Show worked answer →

The more positive electrode is the cathode (reduction, positive terminal); the more negative is the anode (oxidation).

Ecell=E(cathode)E(anode)=(+0.34)(0.76)=+1.10E^{\circ}_{cell} = E^{\circ}(\text{cathode}) - E^{\circ}(\text{anode}) = (+0.34) - (-0.76) = +1.10 V.

The copper electrode (more positive E) is the positive terminal (cathode), where reduction occurs: Cu2+ + 2e- -> Cu.

The zinc electrode is the negative terminal (anode), where oxidation occurs: Zn -> Zn2+ + 2e-.

Overall: Zn + Cu2+ -> Zn2+ + Cu.

Markers reward the correct E cell, identifying copper as the positive terminal, and the balanced overall equation.

2022 (style)4 marksA current of 0.500 A is passed through molten aluminium oxide for 2.00 hours. Calculate the mass of aluminium deposited at the cathode. (F = 96500 C per mol; Ar(Al) = 27.0.)
Show worked answer →

Step 1: charge passed. Q=It=0.500×(2.00×3600)=3600Q = It = 0.500 \times (2.00 \times 3600) = 3600 C.
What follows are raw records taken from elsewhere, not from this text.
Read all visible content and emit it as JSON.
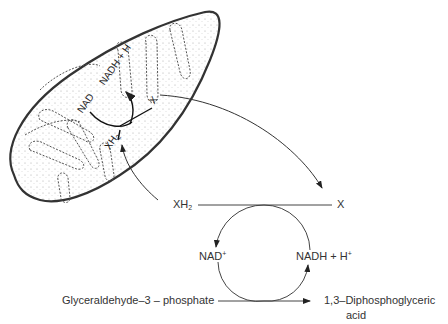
{
  "diagram": {
    "title": "",
    "mitochondrion_labels": {
      "nad": "NAD",
      "nadh": "NADH",
      "plus": "+",
      "h": "H",
      "x": "X",
      "xh2_base": "XH",
      "xh2_sub": "2"
    },
    "cycle": {
      "xh2_base": "XH",
      "xh2_sub": "2",
      "x": "X",
      "nad_base": "NAD",
      "nad_sup": "+",
      "nadh": "NADH + H",
      "nadh_sup": "+",
      "substrate": "Glyceraldehyde–3 – phosphate",
      "product_line1": "1,3–Diphosphoglyceric",
      "product_line2": "acid"
    },
    "colors": {
      "ink": "#333333",
      "background": "#ffffff"
    }
  }
}
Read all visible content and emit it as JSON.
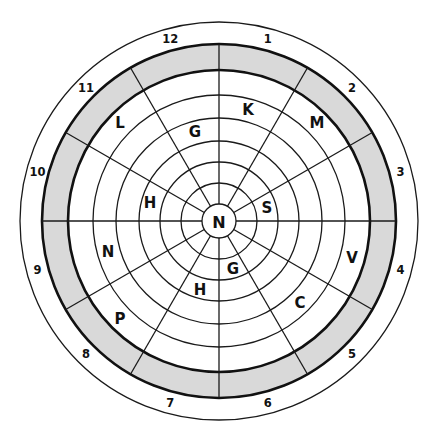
{
  "diagram": {
    "type": "circular-letter-wheel",
    "center": {
      "x": 219,
      "y": 221
    },
    "colors": {
      "line": "#1a1a1a",
      "band_fill": "#d9d9d9",
      "background": "#ffffff"
    },
    "radii": {
      "outer": 199,
      "band_outer": 177,
      "band_inner": 151,
      "inner_rings": [
        126,
        103,
        80,
        59,
        38
      ],
      "center_circle": 17
    },
    "spoke_angles_deg": [
      0,
      30,
      60,
      90,
      120,
      150,
      180,
      210,
      240,
      270,
      300,
      330
    ],
    "center_letter": "N",
    "sector_numbers": [
      {
        "label": "1",
        "angle": 15
      },
      {
        "label": "2",
        "angle": 45
      },
      {
        "label": "3",
        "angle": 75
      },
      {
        "label": "4",
        "angle": 105
      },
      {
        "label": "5",
        "angle": 135
      },
      {
        "label": "6",
        "angle": 165
      },
      {
        "label": "7",
        "angle": 195
      },
      {
        "label": "8",
        "angle": 225
      },
      {
        "label": "9",
        "angle": 255
      },
      {
        "label": "10",
        "angle": 285
      },
      {
        "label": "11",
        "angle": 315
      },
      {
        "label": "12",
        "angle": 345
      }
    ],
    "number_radius": 188,
    "letters": [
      {
        "label": "K",
        "x": 248,
        "y": 110
      },
      {
        "label": "M",
        "x": 317,
        "y": 123
      },
      {
        "label": "L",
        "x": 120,
        "y": 123
      },
      {
        "label": "G",
        "x": 195,
        "y": 132
      },
      {
        "label": "H",
        "x": 150,
        "y": 203
      },
      {
        "label": "S",
        "x": 267,
        "y": 208
      },
      {
        "label": "N",
        "x": 108,
        "y": 252
      },
      {
        "label": "V",
        "x": 352,
        "y": 258
      },
      {
        "label": "G",
        "x": 233,
        "y": 269
      },
      {
        "label": "H",
        "x": 200,
        "y": 290
      },
      {
        "label": "C",
        "x": 300,
        "y": 303
      },
      {
        "label": "P",
        "x": 120,
        "y": 319
      }
    ]
  }
}
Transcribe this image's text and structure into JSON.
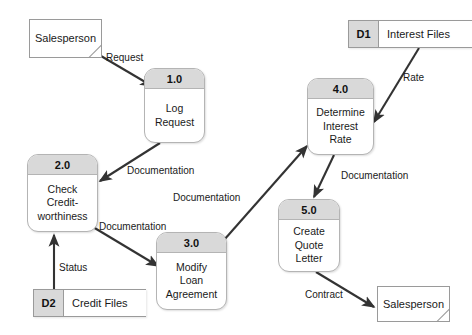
{
  "diagram": {
    "type": "data-flow-diagram",
    "notation": "Gane-Sarson",
    "colors": {
      "background": "#ffffff",
      "shape_fill": "#ffffff",
      "header_fill": "#d9d9d9",
      "stroke": "#9a9a9a",
      "arrow": "#333333",
      "text": "#1a1a1a"
    },
    "entities": [
      {
        "id": "salesperson-source",
        "label": "Salesperson"
      },
      {
        "id": "salesperson-sink",
        "label": "Salesperson"
      }
    ],
    "processes": [
      {
        "id": "process-1",
        "number": "1.0",
        "lines": [
          "Log",
          "Request"
        ]
      },
      {
        "id": "process-2",
        "number": "2.0",
        "lines": [
          "Check",
          "Credit-",
          "worthiness"
        ]
      },
      {
        "id": "process-3",
        "number": "3.0",
        "lines": [
          "Modify",
          "Loan",
          "Agreement"
        ]
      },
      {
        "id": "process-4",
        "number": "4.0",
        "lines": [
          "Determine",
          "Interest",
          "Rate"
        ]
      },
      {
        "id": "process-5",
        "number": "5.0",
        "lines": [
          "Create",
          "Quote",
          "Letter"
        ]
      }
    ],
    "datastores": [
      {
        "id": "store-d1",
        "code": "D1",
        "label": "Interest Files"
      },
      {
        "id": "store-d2",
        "code": "D2",
        "label": "Credit Files"
      }
    ],
    "flows": [
      {
        "id": "flow-request",
        "label": "Request",
        "from": "salesperson-source",
        "to": "process-1"
      },
      {
        "id": "flow-doc-1-2",
        "label": "Documentation",
        "from": "process-1",
        "to": "process-2"
      },
      {
        "id": "flow-doc-2-3",
        "label": "Documentation",
        "from": "process-2",
        "to": "process-3"
      },
      {
        "id": "flow-doc-3-4",
        "label": "Documentation",
        "from": "process-3",
        "to": "process-4"
      },
      {
        "id": "flow-doc-4-5",
        "label": "Documentation",
        "from": "process-4",
        "to": "process-5"
      },
      {
        "id": "flow-rate",
        "label": "Rate",
        "from": "store-d1",
        "to": "process-4"
      },
      {
        "id": "flow-status",
        "label": "Status",
        "from": "store-d2",
        "to": "process-2"
      },
      {
        "id": "flow-contract",
        "label": "Contract",
        "from": "process-5",
        "to": "salesperson-sink"
      }
    ]
  }
}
Step 2: moles of electrons. n(e)=Q/F=3600/96500=0.0373n(e^-) = Q/F = 3600/96500 = 0.0373 mol.

Step 3: cathode half-equation. Al3+ + 3e- -> Al, so 3 mol electrons give 1 mol Al.

n(Al)=0.0373/3=0.01243n(\text{Al}) = 0.0373/3 = 0.01243 mol.

Step 4: mass. m=0.01243×27.0=0.336m = 0.01243 \times 27.0 = 0.336 g.

Markers reward Q = It, dividing by F for moles of electrons, the 3-electron half-equation, and the final mass with units.